Green Curry, Tom Yam Soup, Pad Thai, Drunken Noodles, and Mango Sticky Rice all come off one kitchen on Niagara Boulevard — which is to say City Thai carries a whole Thai menu, not a corner of one. The range runs from coconut curries and stir-fried noodles to rice plates, soups, appetizers, and Thai desserts, the full shape of a Thai order set down in Fort Erie. The restaurant sits at the Bridgeburg end of downtown, a short walk from the river that divides the town from Buffalo, and a chef from Thailand runs the line. The result is a kitchen built to cover the whole cuisine, not a few travel-friendly hits.
The menu rewards ordering across it. Pad Thai is the safe first move — rice noodles, a choice of protein, the plate most people use to take a kitchen's measure — and it carries into the weekday lunch rhythm as well as the dinner menu. Green Curry is the dish to judge the kitchen by: the current menu runs it with chicken, beef, or shrimp, coconut-rich and built to carry a plate of rice. Tom Yam Soup is the hot-sour counterpoint, offered with shrimp, chicken, or seafood, and it does its best work beside the heavier plates rather than before them. From there the menu spreads into Drunken Noodles, Thai Fried Rice, Cashew Chicken, Yellow Curry, Fresh Rolls, and Crispy Calamari, and it closes on Mango Sticky Rice — the dessert that keeps the meal in Thai territory instead of ending somewhere it could have ended anywhere.

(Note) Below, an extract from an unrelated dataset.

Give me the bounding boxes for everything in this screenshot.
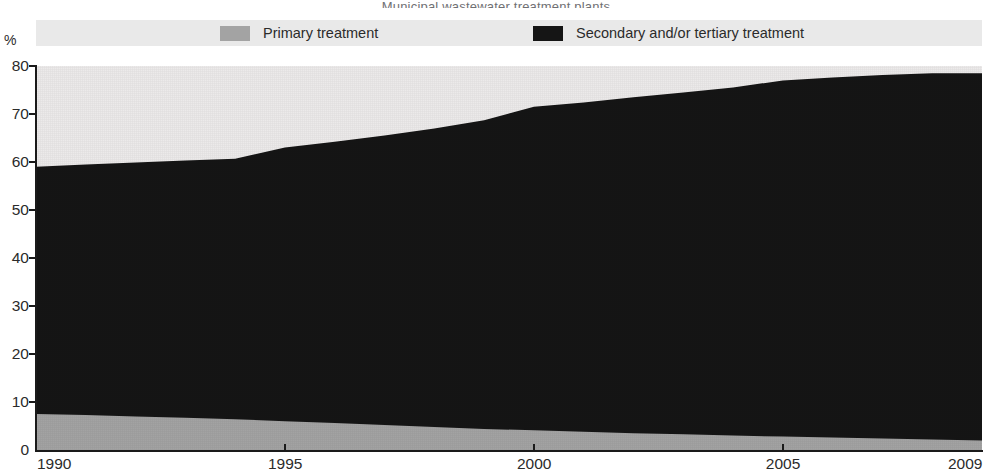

The breadth points to a kitchen that expects to be ordered from more than once. A single noodle plate undersells it; the menu is laid out so a table can build a real meal — a soup, a curry, a noodle, a rice, a dessert — and still find something different on the next visit. Plant-forward diners get a real path here too, with vegetable and tofu versions in the noodle section and lighter starters to round out an order, without the kitchen having to turn specialist to manage it. Familiar anchors like Pad Thai and fried rice keep a mixed table easy, and reservations make a larger group simple to seat. The weekday lunch special is the practical edge of that range: Monday through Friday, eleven to three, a lunch main arrives with hot-and-sour soup and a spring roll, which makes a quick midday visit a full plate rather than a stripped-down one. Pickup, delivery, dine-in, and reservations all run through the restaurant's own pages, so the same menu that anchors a sit-down dinner travels just as easily to a kitchen table at home.
The backstory stays deliberately spare. City Thai opened in early 2021 — a hard moment to open a dine-in restaurant — with a chef from Thailand on the line. Local reporting at the time traced the cooking to training in northern Thailand, a regional grounding that shows in how completely the menu is built out. What carries it now is the food rather than a founder's name — the plain fact that a town the size of Fort Erie has a Thai kitchen working with that kind of specificity.
Niagara Boulevard runs along the water, and City Thai has spent its first years there building the whole of a Thai menu into one Fort Erie address — Green Curry to Mango Sticky Rice, a reserved table to a delivery bag. The case it makes is that menu and the ease of reaching it, not a single standout plate or a view of the river. The water and the bridge to Buffalo are what that stretch is known for; the Thai kitchen a few doors short of it is the reason to stop.